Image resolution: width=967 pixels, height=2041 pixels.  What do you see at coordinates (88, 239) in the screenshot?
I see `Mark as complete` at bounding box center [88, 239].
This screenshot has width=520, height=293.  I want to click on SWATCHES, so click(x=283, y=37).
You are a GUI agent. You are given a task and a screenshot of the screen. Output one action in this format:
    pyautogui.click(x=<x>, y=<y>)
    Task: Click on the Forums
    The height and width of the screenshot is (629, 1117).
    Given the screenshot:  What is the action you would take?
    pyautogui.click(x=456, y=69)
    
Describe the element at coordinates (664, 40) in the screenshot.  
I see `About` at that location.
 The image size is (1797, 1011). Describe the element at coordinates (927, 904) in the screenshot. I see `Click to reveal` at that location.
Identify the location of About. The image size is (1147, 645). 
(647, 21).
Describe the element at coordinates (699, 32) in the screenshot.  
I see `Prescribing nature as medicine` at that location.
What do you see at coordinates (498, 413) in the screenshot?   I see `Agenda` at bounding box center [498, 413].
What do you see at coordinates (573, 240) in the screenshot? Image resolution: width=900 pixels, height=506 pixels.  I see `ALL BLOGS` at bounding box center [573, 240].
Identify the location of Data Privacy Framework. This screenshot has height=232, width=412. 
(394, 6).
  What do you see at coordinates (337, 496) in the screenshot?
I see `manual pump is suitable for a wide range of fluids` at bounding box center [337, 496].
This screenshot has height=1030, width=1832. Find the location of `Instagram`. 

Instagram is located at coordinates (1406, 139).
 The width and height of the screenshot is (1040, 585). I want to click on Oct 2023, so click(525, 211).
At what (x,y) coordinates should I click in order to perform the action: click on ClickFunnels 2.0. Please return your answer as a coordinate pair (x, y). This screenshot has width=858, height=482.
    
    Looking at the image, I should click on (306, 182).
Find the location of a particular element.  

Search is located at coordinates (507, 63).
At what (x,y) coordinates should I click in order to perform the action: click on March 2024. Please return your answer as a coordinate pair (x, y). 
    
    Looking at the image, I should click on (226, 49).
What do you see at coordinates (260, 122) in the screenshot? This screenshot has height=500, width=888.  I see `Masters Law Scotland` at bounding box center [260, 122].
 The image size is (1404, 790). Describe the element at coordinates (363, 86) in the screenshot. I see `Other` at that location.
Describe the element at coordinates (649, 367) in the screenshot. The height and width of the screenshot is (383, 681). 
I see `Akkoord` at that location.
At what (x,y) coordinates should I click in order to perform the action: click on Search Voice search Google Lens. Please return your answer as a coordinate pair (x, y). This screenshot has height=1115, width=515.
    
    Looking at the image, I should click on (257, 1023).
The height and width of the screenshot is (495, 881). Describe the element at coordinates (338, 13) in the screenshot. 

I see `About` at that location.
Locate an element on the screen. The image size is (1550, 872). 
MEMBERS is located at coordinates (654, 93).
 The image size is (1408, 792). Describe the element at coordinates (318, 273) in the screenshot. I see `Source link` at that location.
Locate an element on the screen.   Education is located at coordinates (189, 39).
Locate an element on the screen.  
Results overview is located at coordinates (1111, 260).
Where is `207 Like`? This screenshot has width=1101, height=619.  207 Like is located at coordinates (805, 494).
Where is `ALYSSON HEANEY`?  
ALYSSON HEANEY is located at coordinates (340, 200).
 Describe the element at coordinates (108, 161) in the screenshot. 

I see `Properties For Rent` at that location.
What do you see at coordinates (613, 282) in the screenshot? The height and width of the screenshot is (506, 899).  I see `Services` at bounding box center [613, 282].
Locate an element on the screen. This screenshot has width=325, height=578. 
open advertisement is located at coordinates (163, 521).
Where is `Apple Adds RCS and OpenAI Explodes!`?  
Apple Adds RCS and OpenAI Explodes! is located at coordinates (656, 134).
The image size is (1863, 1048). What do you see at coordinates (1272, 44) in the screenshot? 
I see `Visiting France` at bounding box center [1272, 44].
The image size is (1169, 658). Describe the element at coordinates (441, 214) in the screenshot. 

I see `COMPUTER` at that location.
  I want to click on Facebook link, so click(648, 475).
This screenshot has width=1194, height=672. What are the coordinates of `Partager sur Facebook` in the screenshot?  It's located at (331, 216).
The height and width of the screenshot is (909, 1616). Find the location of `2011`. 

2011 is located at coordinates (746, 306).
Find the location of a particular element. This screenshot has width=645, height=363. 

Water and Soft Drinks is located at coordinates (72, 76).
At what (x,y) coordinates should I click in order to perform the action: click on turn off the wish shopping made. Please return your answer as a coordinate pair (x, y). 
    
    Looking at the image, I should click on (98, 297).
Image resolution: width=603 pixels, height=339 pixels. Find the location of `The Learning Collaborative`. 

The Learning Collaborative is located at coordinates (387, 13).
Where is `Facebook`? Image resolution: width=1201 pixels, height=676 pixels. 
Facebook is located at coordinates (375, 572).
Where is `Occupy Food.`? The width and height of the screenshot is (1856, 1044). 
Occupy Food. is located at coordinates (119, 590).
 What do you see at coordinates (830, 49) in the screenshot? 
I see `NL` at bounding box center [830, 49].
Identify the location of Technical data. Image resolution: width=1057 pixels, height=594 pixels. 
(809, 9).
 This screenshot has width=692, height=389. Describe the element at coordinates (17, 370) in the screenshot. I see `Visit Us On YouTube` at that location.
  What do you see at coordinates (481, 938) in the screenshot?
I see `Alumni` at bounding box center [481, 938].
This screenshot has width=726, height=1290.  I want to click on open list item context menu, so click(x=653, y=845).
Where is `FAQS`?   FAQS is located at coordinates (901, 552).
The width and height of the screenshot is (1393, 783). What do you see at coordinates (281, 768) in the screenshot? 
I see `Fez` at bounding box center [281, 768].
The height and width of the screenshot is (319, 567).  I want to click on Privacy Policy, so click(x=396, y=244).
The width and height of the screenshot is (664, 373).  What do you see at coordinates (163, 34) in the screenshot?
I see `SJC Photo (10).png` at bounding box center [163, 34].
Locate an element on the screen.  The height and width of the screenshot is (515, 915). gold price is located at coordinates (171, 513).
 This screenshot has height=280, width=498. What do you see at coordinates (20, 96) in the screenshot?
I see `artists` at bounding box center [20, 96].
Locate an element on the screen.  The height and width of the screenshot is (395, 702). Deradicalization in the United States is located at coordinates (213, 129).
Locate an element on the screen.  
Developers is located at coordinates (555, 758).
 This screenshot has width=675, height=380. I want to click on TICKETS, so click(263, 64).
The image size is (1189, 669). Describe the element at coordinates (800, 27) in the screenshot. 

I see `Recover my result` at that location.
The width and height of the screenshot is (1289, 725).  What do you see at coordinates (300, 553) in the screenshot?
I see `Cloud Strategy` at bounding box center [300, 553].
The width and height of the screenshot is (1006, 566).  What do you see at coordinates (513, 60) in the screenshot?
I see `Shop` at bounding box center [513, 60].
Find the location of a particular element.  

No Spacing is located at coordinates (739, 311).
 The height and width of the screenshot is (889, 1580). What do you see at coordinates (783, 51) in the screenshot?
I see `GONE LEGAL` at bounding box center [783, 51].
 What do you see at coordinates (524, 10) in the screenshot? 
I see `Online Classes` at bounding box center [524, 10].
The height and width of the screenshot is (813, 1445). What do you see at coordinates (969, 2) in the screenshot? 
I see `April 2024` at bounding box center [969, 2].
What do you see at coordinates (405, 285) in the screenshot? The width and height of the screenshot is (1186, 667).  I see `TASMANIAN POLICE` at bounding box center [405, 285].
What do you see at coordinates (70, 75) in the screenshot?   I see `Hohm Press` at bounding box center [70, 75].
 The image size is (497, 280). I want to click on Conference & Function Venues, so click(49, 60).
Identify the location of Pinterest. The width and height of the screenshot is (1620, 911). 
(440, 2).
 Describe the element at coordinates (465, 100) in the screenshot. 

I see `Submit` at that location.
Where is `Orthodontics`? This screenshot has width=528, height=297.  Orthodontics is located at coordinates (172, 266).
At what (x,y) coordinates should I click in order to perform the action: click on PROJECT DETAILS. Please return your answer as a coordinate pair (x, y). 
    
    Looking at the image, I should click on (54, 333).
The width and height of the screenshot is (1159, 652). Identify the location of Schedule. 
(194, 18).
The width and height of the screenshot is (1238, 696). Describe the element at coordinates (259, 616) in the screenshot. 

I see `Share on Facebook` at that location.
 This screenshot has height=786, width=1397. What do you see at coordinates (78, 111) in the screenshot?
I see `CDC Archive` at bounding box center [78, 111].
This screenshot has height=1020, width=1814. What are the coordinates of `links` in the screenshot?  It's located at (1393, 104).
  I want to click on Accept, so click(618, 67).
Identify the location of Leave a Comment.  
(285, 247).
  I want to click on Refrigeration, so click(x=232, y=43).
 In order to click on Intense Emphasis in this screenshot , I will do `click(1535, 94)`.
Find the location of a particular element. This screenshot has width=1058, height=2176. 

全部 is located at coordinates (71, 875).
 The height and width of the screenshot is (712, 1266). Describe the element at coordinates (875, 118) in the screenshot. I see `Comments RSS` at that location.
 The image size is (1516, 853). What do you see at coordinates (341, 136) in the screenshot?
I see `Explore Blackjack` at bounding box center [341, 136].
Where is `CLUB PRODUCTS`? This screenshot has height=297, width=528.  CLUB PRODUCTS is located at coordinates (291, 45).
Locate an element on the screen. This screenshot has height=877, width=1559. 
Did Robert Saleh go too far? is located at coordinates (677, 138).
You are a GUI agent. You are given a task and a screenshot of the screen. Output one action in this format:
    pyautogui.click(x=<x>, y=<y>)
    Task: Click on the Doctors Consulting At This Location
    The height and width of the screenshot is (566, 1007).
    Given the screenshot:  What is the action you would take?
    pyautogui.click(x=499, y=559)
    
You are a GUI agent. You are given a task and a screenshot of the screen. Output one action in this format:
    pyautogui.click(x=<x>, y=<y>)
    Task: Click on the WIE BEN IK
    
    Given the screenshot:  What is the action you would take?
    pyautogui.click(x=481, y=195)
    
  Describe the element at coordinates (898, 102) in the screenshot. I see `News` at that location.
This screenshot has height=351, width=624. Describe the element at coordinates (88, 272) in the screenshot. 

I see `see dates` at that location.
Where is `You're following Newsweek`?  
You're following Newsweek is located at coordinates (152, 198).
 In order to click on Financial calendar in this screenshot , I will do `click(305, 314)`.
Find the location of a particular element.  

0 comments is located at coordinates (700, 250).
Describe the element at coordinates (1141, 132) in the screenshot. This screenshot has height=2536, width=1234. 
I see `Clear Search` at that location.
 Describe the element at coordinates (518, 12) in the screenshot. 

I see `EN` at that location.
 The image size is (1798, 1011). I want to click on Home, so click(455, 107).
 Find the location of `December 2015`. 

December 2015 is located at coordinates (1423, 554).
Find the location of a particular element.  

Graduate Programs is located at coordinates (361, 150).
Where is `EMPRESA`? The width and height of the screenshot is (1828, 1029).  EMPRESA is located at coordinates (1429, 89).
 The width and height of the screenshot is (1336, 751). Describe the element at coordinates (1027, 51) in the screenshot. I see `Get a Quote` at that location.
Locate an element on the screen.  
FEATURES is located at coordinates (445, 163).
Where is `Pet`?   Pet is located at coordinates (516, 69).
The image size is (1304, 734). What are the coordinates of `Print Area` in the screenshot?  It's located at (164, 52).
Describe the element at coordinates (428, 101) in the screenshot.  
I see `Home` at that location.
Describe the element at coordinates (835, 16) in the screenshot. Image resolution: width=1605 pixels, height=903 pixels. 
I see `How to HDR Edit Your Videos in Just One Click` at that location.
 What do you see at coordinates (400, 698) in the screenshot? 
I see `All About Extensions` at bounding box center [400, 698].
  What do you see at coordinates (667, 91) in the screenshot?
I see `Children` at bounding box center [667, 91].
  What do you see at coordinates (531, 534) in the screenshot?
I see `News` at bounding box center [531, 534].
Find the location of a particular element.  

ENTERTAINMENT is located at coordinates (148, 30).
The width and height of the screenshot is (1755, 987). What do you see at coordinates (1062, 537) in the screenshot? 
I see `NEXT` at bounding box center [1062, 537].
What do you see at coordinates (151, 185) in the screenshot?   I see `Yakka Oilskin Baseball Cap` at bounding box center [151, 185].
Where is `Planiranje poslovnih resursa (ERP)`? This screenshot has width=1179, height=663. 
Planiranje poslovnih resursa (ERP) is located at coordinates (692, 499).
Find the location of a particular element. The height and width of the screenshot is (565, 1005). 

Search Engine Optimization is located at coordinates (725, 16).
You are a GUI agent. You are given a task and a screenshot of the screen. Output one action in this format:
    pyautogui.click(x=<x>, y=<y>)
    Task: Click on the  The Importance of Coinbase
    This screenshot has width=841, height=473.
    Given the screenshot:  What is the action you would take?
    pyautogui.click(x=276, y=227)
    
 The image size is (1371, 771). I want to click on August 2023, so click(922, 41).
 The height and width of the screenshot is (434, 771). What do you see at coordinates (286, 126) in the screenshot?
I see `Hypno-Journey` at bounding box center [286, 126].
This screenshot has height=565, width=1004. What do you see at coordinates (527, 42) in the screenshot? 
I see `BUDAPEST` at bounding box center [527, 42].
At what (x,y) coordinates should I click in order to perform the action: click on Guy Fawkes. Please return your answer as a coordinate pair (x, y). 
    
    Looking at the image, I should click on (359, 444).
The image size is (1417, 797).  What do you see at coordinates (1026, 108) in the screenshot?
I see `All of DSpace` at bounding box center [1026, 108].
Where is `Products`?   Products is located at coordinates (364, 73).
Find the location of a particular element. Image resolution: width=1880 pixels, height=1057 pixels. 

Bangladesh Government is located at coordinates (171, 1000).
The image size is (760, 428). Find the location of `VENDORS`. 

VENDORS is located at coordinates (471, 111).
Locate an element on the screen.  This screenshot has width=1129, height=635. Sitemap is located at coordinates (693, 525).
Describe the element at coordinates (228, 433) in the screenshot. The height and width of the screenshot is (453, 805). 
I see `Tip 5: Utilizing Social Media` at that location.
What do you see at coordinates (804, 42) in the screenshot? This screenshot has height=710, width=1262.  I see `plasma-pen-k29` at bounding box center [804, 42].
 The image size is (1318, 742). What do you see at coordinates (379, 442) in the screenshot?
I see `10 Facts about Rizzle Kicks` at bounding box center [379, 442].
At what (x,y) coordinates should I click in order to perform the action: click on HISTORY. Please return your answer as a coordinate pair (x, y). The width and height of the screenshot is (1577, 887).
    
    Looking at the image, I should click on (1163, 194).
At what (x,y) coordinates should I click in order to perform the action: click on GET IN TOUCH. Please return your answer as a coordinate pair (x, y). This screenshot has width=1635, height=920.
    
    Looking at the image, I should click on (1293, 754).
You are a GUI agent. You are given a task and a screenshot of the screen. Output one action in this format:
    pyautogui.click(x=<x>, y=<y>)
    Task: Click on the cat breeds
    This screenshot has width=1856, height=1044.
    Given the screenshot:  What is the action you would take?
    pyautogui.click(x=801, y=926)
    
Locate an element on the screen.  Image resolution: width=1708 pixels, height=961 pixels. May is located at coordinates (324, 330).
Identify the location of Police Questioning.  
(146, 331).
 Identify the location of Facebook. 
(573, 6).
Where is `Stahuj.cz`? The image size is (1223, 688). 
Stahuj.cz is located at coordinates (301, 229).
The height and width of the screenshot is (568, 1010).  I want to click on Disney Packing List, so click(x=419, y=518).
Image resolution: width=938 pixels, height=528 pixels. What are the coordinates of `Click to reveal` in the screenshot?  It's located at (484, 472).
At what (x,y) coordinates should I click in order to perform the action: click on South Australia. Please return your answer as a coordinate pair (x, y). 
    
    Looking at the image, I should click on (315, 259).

- - -

[About this exercise] Give the number of lines in the data that contain the string "will" and nothing more.

[Task output] 2